[Comic] Book of Esther
August 17, 2005
J.T. Waldman's new graphic novel version of the Book of Esther has just been released. The book is bilingual (each page features the text in beautiful Hebrew script, and in classic-comic-font English) and the illustrations look gorgeous. No simple story grid here -- almost every page features figures bursting out of the frame, the story erupting through the constraints that try to hold it still. Which, now that I think about it, is entirely appropriate for the Purim narrative.
You can scroll through chapter 1 and chapter 2 online. The website also includes a handy guide to the story's subplots, an introduction to midrash for those who are unfamiliar with the Jewish tradition of exegetical storytelling, and a shout-out to the art sources which inspired the illustrations, mostly Persian works from the 600-400 B.C.E period. And for the text fiends among you, there's a guide to the citations that are footnoted in the panels.
Graphic novels. Jewish texts. This is like chocolate and peanut butter, y'all.
Looks like some folks think the Jewish graphic novel is experiencing something of a renaissance. Some of my favorite graphic novels are Judaic in nature (though, naturally, others aren't) but this new Book of Esther is the only one I know which translates Torah into graphic novel form. (If the intersection of religion and comics interests you, you might groove on this Islamicate post, Muslims and the Book, about Islamic graphic novels. Or, for that matter, my posts about Joe Sacco's Palestine and Marjane Satrapi's Persepolis; neither is about religion per se, but both have some religious significance, and they're both terrific reads.)
For now, a hat tip to the folks at Jewschool for alerting me to this tasty treat.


Aim of the exercise ▸ Your output should be the lines from the one containing "detect human body" through the last line below, both ends included, exactly as written and free of pictures.

(Data records)
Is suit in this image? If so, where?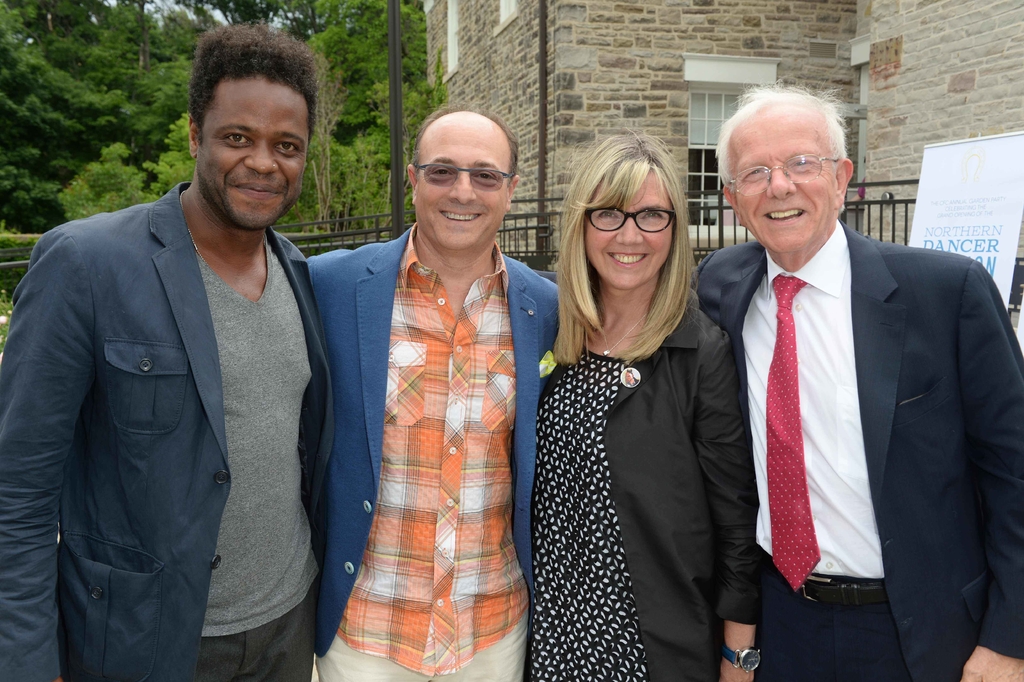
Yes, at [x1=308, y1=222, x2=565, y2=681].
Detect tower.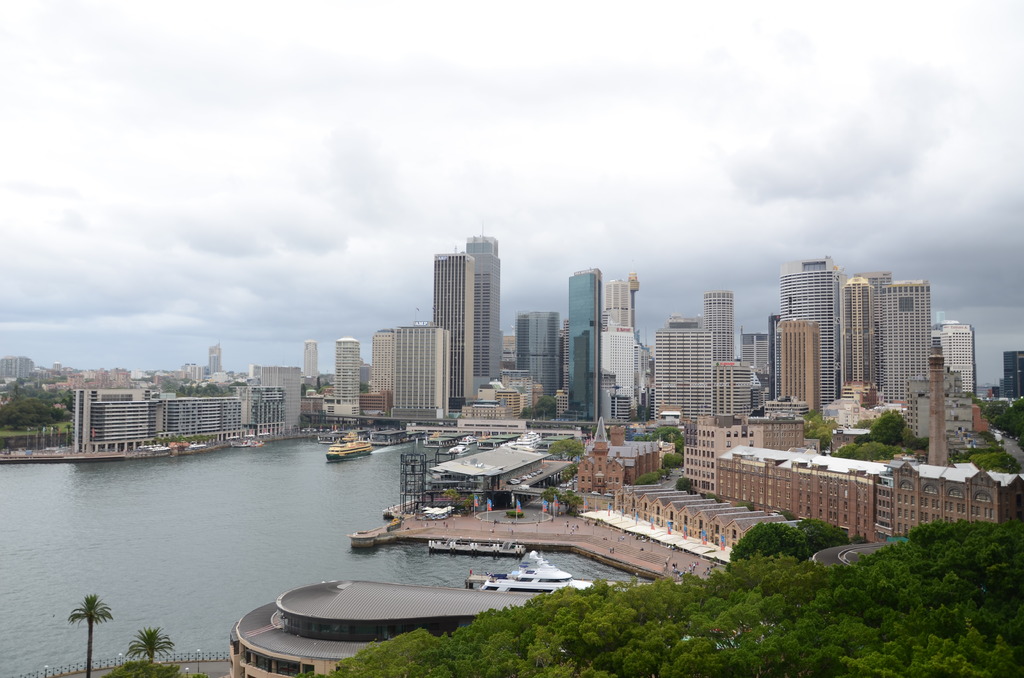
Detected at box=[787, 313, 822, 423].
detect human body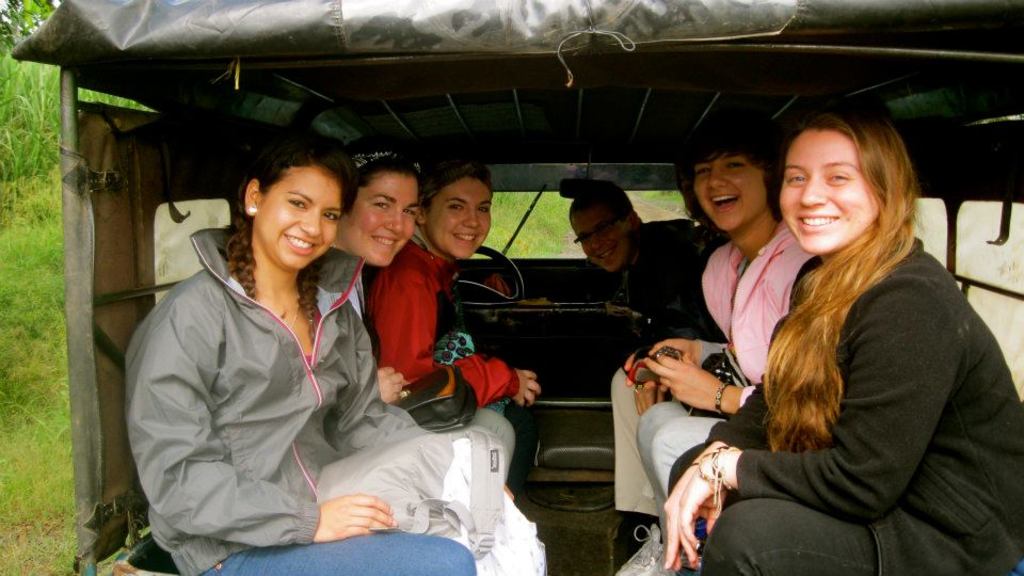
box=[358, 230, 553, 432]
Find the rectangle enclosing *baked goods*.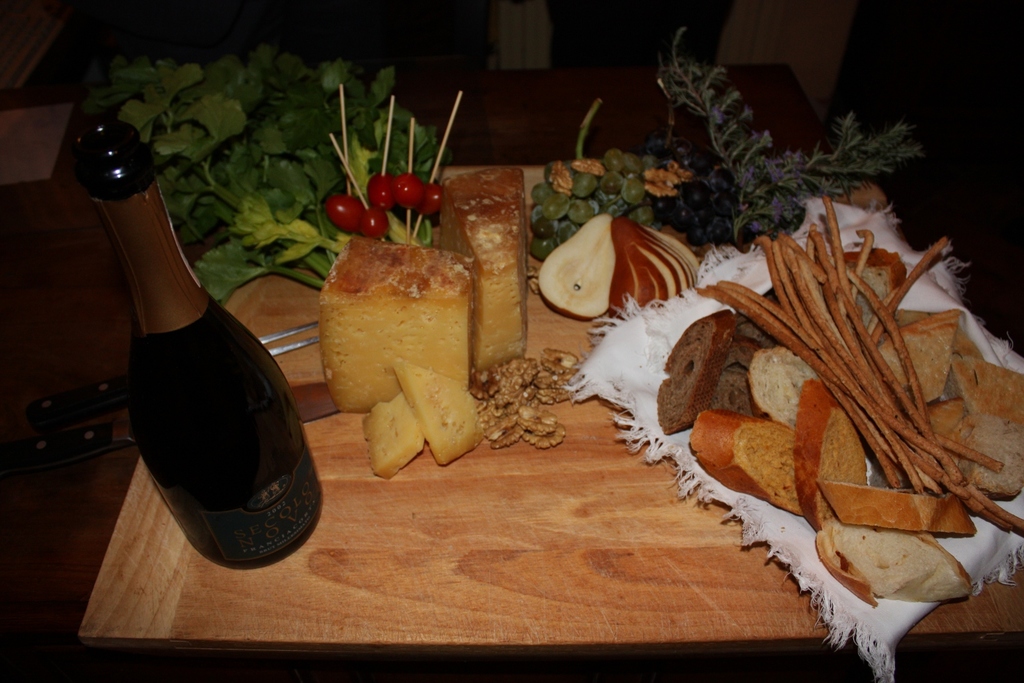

Result of the exercise ▸
detect human body
box=[358, 230, 553, 432]
Find the rectangle enclosing *baked goods*.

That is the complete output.